Navigate into the cloned repo /training-data-analyst/quests/dataflow_python/
. You will see a folder for each lab, which is further divided into a lab
sub-folder with code to be completed by you, and a solution
sub-folder with a fully workable example to reference if you get stuck.
Click Check my progress to verify the objective.
In this part of the lab, you rewrite your previous BatchUserTraffic pipeline so that it performs the following:
CommonLog
object.As in the prior labs, the first step is to generate data for the pipeline to process. You will open the lab environment and generate the data as before:
Before you can begin editing the actual pipeline code, you need to ensure that you have installed the necessary dependencies.
The script creates a file called events.json
containing lines resembling the following:
It then automatically copies this file to your Google Cloud Storage bucket at
events.json
.Click Check my progress to verify the objective.
training-data-analyst/quests/dataflow_python/4_SQL_Batch_Analytics/lab/
and open the batch_user_traffic_SQL_pipeline.py
file.This pipeline already contains the necessary code to accept command-line options for the input path and one output table name, as well as code to read in events from Google Cloud Storage, parse those events, and write results to BigQuery. However, some important parts are missing.

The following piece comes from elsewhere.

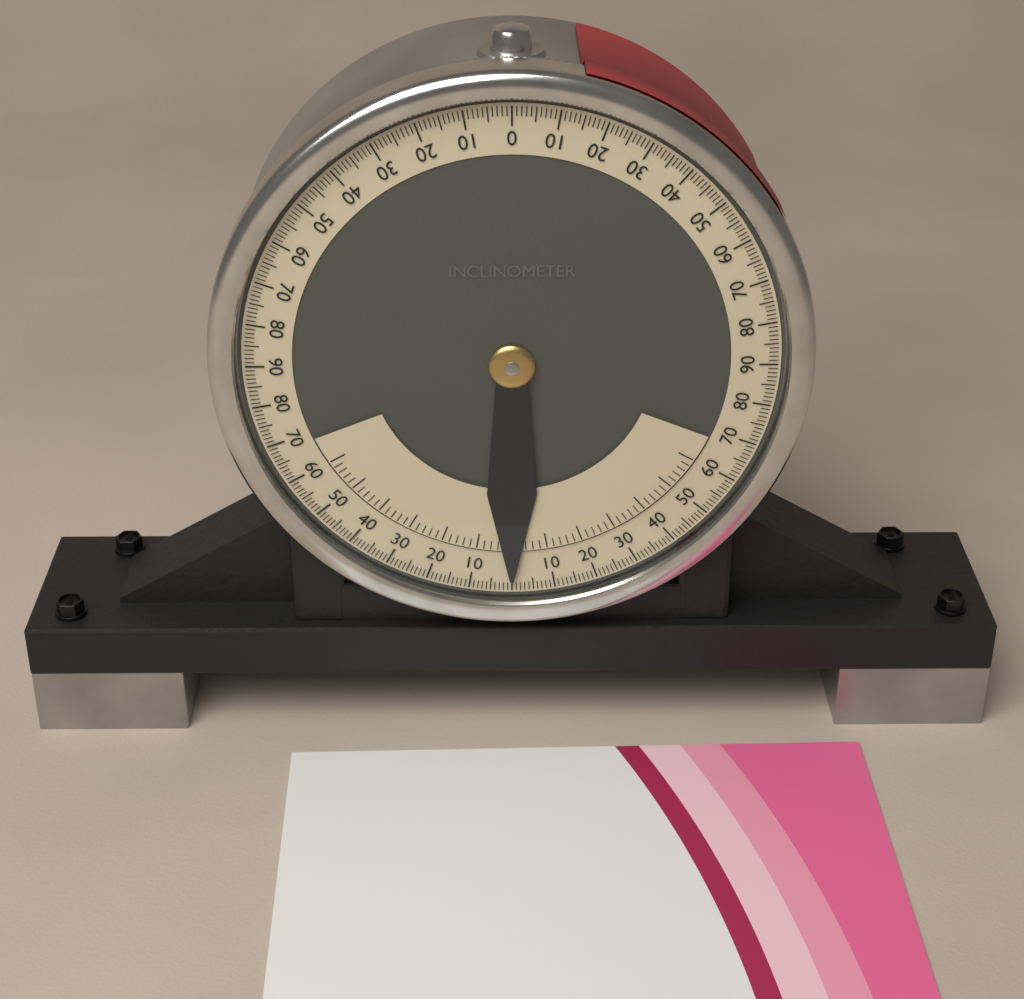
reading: 0 (no unit)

As in the previous lab, the next step in the pipeline is to aggregate the events by each unique user_id
and count pageviews for each. This time, however, you will perform the aggregation using SQL, using SqlTransform
instead of Python-based transforms.
batch_user_traffic_SQL_pipeline.py
, add the following import statement:query
variable definition:#TODO
. You will use this code to write a Transform to write raw data to BigQuery:Beam SQL can be implemented in both the Apache Calcite dialects (default) and ZetaSQL dialects. While both will be executed by Dataflow, we will be implementing ZetaSQL in this example, as it is similar to the language used in BigQuery and is also the dialect implemented in 'Dataflow SQL' — SQL queries authored directly in the Dataflow UI.
#TODO
. Apply a SQLTransform using ZetaSQL Dialect using the following code:Navigate to Navigation Menu > Dataflow to see the status of your pipeline.
Once your pipeline has finished, go to the BigQuery UI to query the two resulting tables.
Make sure that logs.raw
exists and has data populated, as you will need that later in the lab.
Click Check my progress to verify the objective.
In this part of the lab, you rewrite your previous BatchMinuteTraffic pipeline so that it performs the following:
CommonLog
object and then adds a Joda Timestamp attribute to the object.In this task, you will add a Joda timestamp field to your CommonLog
object, implicitly converting it to a generic Row
object.
The appropriate imports and options have already been set to use ZetaSQL. A pipeline has been built with steps to ingest and write the data, but not to transform or aggregate it. In the file explorer of the IDE, navigate to training-data-analyst/quests/dataflow_python/4_SQL_Batch_Analytics/lab/
and open the file batch_minute_user_SQL_pipeline.py
.
#TODO
, add the formatted timestamp as a string:Note that when using the Python SDK, we currently cannot directly pass in objects of type datetime
to a SqlTransform
. Instead, we will convert the object into a string using strftime
and then in SQL use the TIMESTAMP
function.
ts
to type TIMESTAMP
and use it as the event timestamp for our fixed one-minute windows. The window_start
field is generated by TUMBLE
and is of type TIMESTAMP
as well. Due to the issue we discussed earlier with the Python SDK, we must convert this field to a STRING
before sending the resulting PCollection back to Python transforms.#TODO
, apply a SQLTransform using ZetaSQL Dialect using the following code:In the Cloud Console, navigate to Navigation Menu > Dataflow to see the status of your pipeline.
Once your pipeline has finished, go to the BigQuery UI to query the resulting logs.minute_traffic
tables. Alternatively, you can query from the terminal:
Click Check my progress to verify the objective.
When you have completed your lab, click End Lab. Google Cloud Skills Boost removes the resources you’ve used and cleans the account for you.